Tableau futures—seamless access to your data

From the 2013 Tableau Customer Conference!

Seamless Access to the Data—coming in Tableau 8.1 and 8.2

Nothing else matters if you can’t get your data into Tableau. This was a common refrain I have said for quite some time, Tableau is irrelevant if regular business people can’t figure out how to get the data into the product. In fact, it is a very frustrating experience.

Tableau states that cleaning, integrating and reshaping your data should be available as visual operations. You shouldn’t need to learn SQL to manage it.

A new data connection interface was demoed. Earlier this year, I contributed to the vision and feature debates for this area as part of a talented team of people at Tableau. This team included Jun K, Dan C, Jock M, Chris S, Richard and several other great people. Here’s an example flow:

1) You have some data about bike rentals.  It’s in Excel or a text file and looks like this.  A bit rough-column names in all caps, start_time is a text field and some other important data isn’t in this file.

1_Seamless_Access_Data_001

 

2) Once you open this data, you will see a new interface in Tableau.  The directory you opened data from is shown in the upper left, the text files that may be of interest are shown below that, the data you selected is shown in the top middle, a preview of the data is automatically shown below, and some important possible actions are shown in the upper right.

1_Seamless_Access_Data_002

 

3) You realize that some other data needed for your analysis is in another data file, so you add it to the window.  Tableau automatically attempts to join this data to the 1st table-shown visually at the top with overlapping circles (Venn diagram) indicating an inner join will occur by default (only data rows that match by the join fields will be kept for your analysis!)

1_Seamless_Access_Data_003

 

Here’s a close-up of the join with the combined data preview below.

1_Seamless_Access_Data_004

 

4) You can manage individual data items from the column headers in the data grid. This allows you to instantly preview your formatting, new calculated fields, groups, bins, etc.

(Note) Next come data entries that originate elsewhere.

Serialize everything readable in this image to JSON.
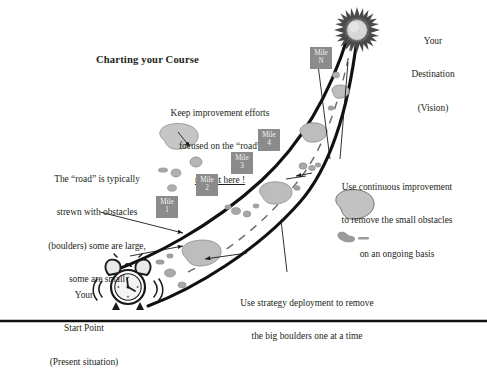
{
  "diagram": {
    "title": "Charting your Course",
    "type": "journey-roadmap-diagram",
    "background_color": "#ffffff",
    "ink_color": "#231f20",
    "road_color": "#111111",
    "marker_color": "#8b8b8b",
    "marker_text_color": "#f2f2f2",
    "boulder_color": "#b9b9b9",
    "boulder_outline": "#7d7d7d"
  },
  "labels": {
    "destination": "Your\nDestination\n(Vision)",
    "destination_lines": [
      "Your",
      "Destination",
      "(Vision)"
    ],
    "start_point": "Your\nStart Point\n(Present situation)",
    "start_point_lines": [
      "Your",
      "Start Point",
      "(Present situation)"
    ]
  },
  "notes": {
    "keep_focus": {
      "line1": "Keep improvement efforts",
      "line2": "focused on the “road”",
      "line3_underlined": "not out here !"
    },
    "road_obstacles": {
      "line1": "The “road” is typically",
      "line2": "strewn with obstacles",
      "line3": "(boulders) some are large,",
      "line4": "some are small"
    },
    "continuous_improvement": {
      "line1": "Use continuous improvement",
      "line2": "to remove the small obstacles",
      "line3": "on an ongoing basis"
    },
    "strategy_deployment": {
      "line1": "Use strategy deployment to remove",
      "line2": "the big boulders one at a time"
    }
  },
  "mile_markers": [
    {
      "id": "mile-1",
      "word": "Mile",
      "number": "1",
      "x": 156,
      "y": 196,
      "w": 22,
      "h": 22
    },
    {
      "id": "mile-2",
      "word": "Mile",
      "number": "2",
      "x": 196,
      "y": 174,
      "w": 22,
      "h": 22
    },
    {
      "id": "mile-3",
      "word": "Mile",
      "number": "3",
      "x": 231,
      "y": 152,
      "w": 22,
      "h": 22
    },
    {
      "id": "mile-4",
      "word": "Mile",
      "number": "4",
      "x": 258,
      "y": 129,
      "w": 22,
      "h": 22
    },
    {
      "id": "mile-n",
      "word": "Mile",
      "number": "N",
      "x": 310,
      "y": 47,
      "w": 22,
      "h": 22
    }
  ],
  "icons": {
    "destination": "sun-burst-icon",
    "start": "alarm-clock-icon"
  },
  "footer": {
    "rule": true
  }
}
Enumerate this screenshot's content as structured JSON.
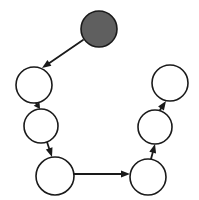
{
  "diagram": {
    "canvas": {
      "width": 199,
      "height": 200,
      "background": "#ffffff"
    },
    "style": {
      "node_stroke": "#1a1a1a",
      "node_stroke_width": 1.6,
      "node_empty_fill": "#ffffff",
      "node_filled_fill": "#5f5f5f",
      "edge_color": "#1a1a1a",
      "edge_width": 1.8,
      "arrowhead_length": 9,
      "arrowhead_width": 7
    },
    "nodes": [
      {
        "id": "n1",
        "name": "start-node-filled",
        "cx": 99,
        "cy": 29,
        "r": 18,
        "fill": "#5f5f5f",
        "state": "filled",
        "label": ""
      },
      {
        "id": "n2",
        "name": "node-upper-left",
        "cx": 34,
        "cy": 85,
        "r": 18,
        "fill": "#ffffff",
        "state": "empty",
        "label": ""
      },
      {
        "id": "n3",
        "name": "node-middle-left",
        "cx": 41,
        "cy": 126,
        "r": 17,
        "fill": "#ffffff",
        "state": "empty",
        "label": ""
      },
      {
        "id": "n4",
        "name": "node-lower-left",
        "cx": 55,
        "cy": 176,
        "r": 19,
        "fill": "#ffffff",
        "state": "empty",
        "label": ""
      },
      {
        "id": "n5",
        "name": "node-lower-right",
        "cx": 148,
        "cy": 177,
        "r": 18,
        "fill": "#ffffff",
        "state": "empty",
        "label": ""
      },
      {
        "id": "n6",
        "name": "node-middle-right",
        "cx": 155,
        "cy": 127,
        "r": 17,
        "fill": "#ffffff",
        "state": "empty",
        "label": ""
      },
      {
        "id": "n7",
        "name": "node-upper-right",
        "cx": 170,
        "cy": 83,
        "r": 18,
        "fill": "#ffffff",
        "state": "empty",
        "label": ""
      }
    ],
    "edges": [
      {
        "id": "e1",
        "name": "edge-start-to-upper-left",
        "from": "n1",
        "to": "n2",
        "x1": 83,
        "y1": 40,
        "x2": 42,
        "y2": 68,
        "label": ""
      },
      {
        "id": "e2",
        "name": "edge-upper-left-to-middle-left",
        "from": "n2",
        "to": "n3",
        "x1": 36,
        "y1": 103,
        "x2": 40,
        "y2": 109,
        "label": ""
      },
      {
        "id": "e3",
        "name": "edge-middle-left-to-lower-left",
        "from": "n3",
        "to": "n4",
        "x1": 47,
        "y1": 142,
        "x2": 52,
        "y2": 157,
        "label": ""
      },
      {
        "id": "e4",
        "name": "edge-lower-left-to-lower-right",
        "from": "n4",
        "to": "n5",
        "x1": 74,
        "y1": 174,
        "x2": 130,
        "y2": 174,
        "label": ""
      },
      {
        "id": "e5",
        "name": "edge-lower-right-to-middle-right",
        "from": "n5",
        "to": "n6",
        "x1": 151,
        "y1": 159,
        "x2": 155,
        "y2": 144,
        "label": ""
      },
      {
        "id": "e6",
        "name": "edge-middle-right-to-upper-right",
        "from": "n6",
        "to": "n7",
        "x1": 160,
        "y1": 110,
        "x2": 166,
        "y2": 101,
        "label": ""
      }
    ]
  }
}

1_Seamless_Access_Data_005

 

5) To cleanup garbled dates and times that are text, a new function has been added for converting dates based on a “mask”. In this function, you simply identify the format of column like this “yyyymmddhhmmss” (year, month, day, hours, minutes and seconds) or any other variant like this “mmmddyyyy”.  Chris Stolte said it should eventually be entirely visual, you wouldn’t even need to create a calculated field (as shown in this example).

1_Seamless_Access_Data_006

 

5) Hooray!  Our cleaned up text field is now a useful date/time field. Being Tableau, date hierarchies are very important (and built-in), so this is a very common conversion that is now much easier.

1_Seamless_Access_Data_007

 

Miscellaneous notes of other improvements coming to Tableau in this area.

1) Visually build and clean the data.
2) Auto-cleaned the data for usability, for example, this data was changed to mixed case column headers for easier reading.
3) This is not just the beginning, you can easily return to the data management phase in the middle of analyzing your data to add another table, clean it, etc.
4) Even more data connectors will continue to be added, including unstructured data sources.